There are the relatives who aren’t speaking, the (awful) girl her favorite brother brought home unannounced, and a missing tuxedo.

Not to mention the neighbor who seems to be bent on sabotage and a storm that is bent on drenching everything. The justice of the peace is missing. The band will only play covers. The guests are all crazy. And the wedding planner’s nephew is unexpectedly, distractingly…cute.

Over the course of three ridiculously chaotic days, Charlie will learn more than she ever expected about the family she thought she knew by heart. And she’ll realize that sometimes, trying to keep everything like it was in the past means missing out on the future.
The final book for this is probably the one I rated the lowest… but that’s still only 4 stars so not all that low.
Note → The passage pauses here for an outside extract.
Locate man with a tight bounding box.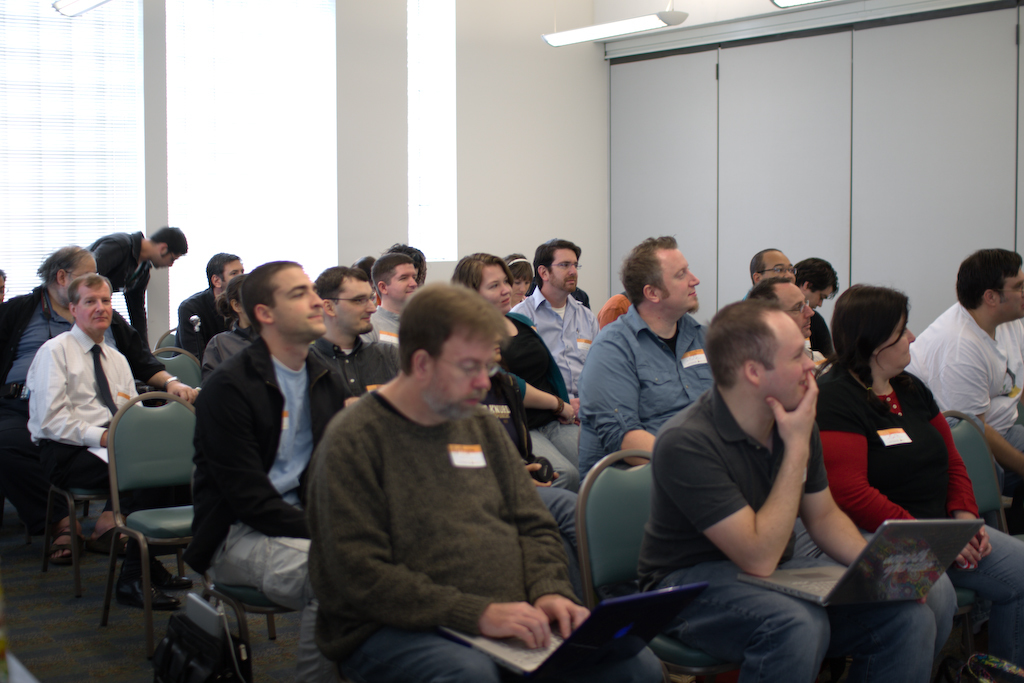
bbox(580, 232, 713, 461).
It was different from the other two. It took place over a couple of days and I usually hate books like that… but it worked. This also wasn’t a romance. This was all about family and I loved it for that, but definitely not what I expected. It was so much fun seeing this large group of siblings all gathered together for their sister's wedding.
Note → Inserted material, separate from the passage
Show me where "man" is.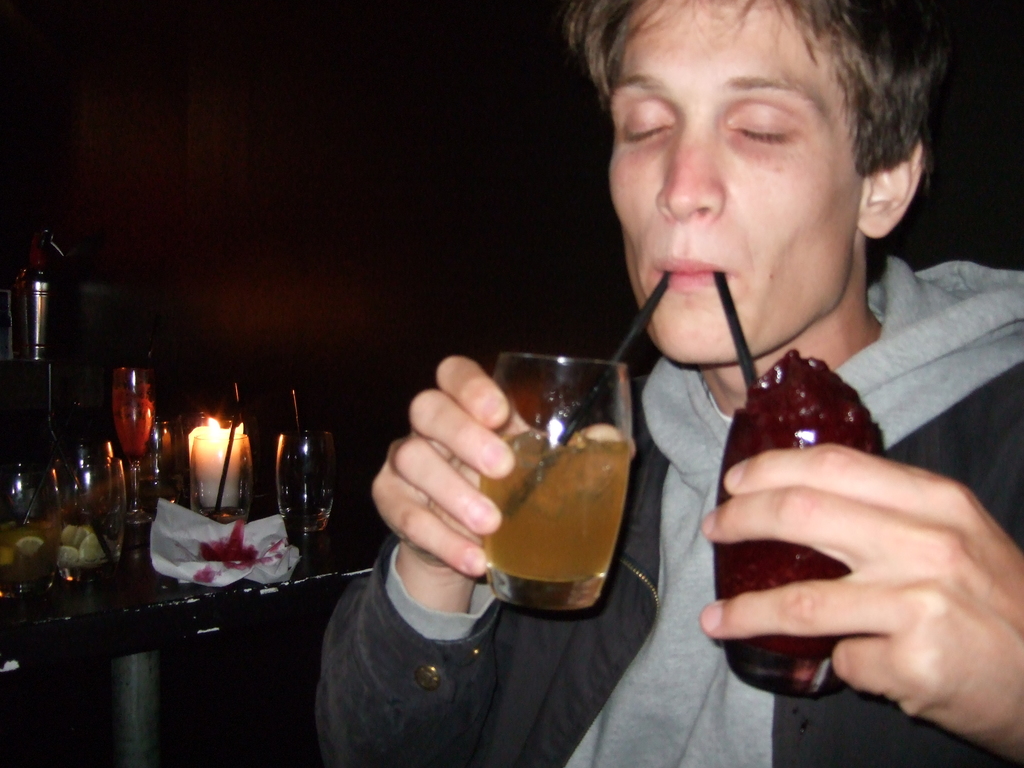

Charlie was the youngest, and the only child in the Grant family left at home. She is heading to college at the end of the year and hasn't had all of her siblings gathered together in one house for a long while so it's safe to say she was excited. She had her own ideas of how the weekend of her sister’s wedding weekend would go with her family all gathered together for the first time in ages. So you know it all goes wrong and in the best way to make it fun to read.
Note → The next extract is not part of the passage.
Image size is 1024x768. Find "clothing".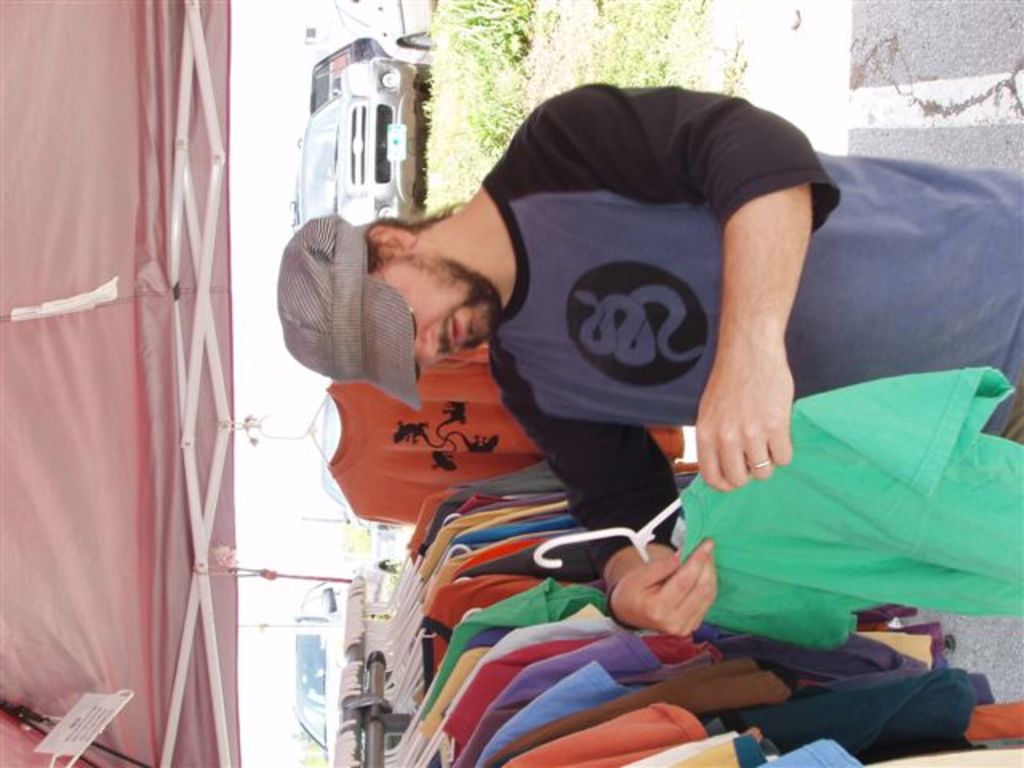
pyautogui.locateOnScreen(491, 82, 1022, 578).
Over the course of the book, you get to know her siblings, Danny, JJ, Mike and Linnie, and the rest of her family too. It was a chaotic weekend of endings and new beginnings and over the course of the book, Charlie opens her eyes to her family. It's so easy to not see your family as they truly are, especially as the youngest sibling. When you're younger sometimes family feels like they need to protect you and then you have rose coloured glasses on when it comes to your family. Finally, Charlie begins to truly see some of her family and not all of the revelations are welcome, but they are necessary

This book is all about growing up really and it was nice to see that even though Charlie's siblings were older than her, they also needed to do some growing up, but also were young at heart. From late night capture the flag to giggling fits (which we all know are catching) on live TV. They all were still young at heart and being in the family home brought at the side that Charlie can still remember from when she was young. I liked that they all of them they had growing up to do and some of them did it in the book, and others you know had that growth to come.

I won't reveal all as they are some surprises (which aren't all that surprising) but it was such a good book all about family and how family changes with time but they are always there for you. I really enjoyed it and it reminded me that Morgan Matson always writes books which touch you.

Have you read any of these? Isn’t it great when you find some awesome books you weren’t expecting to read any time soon?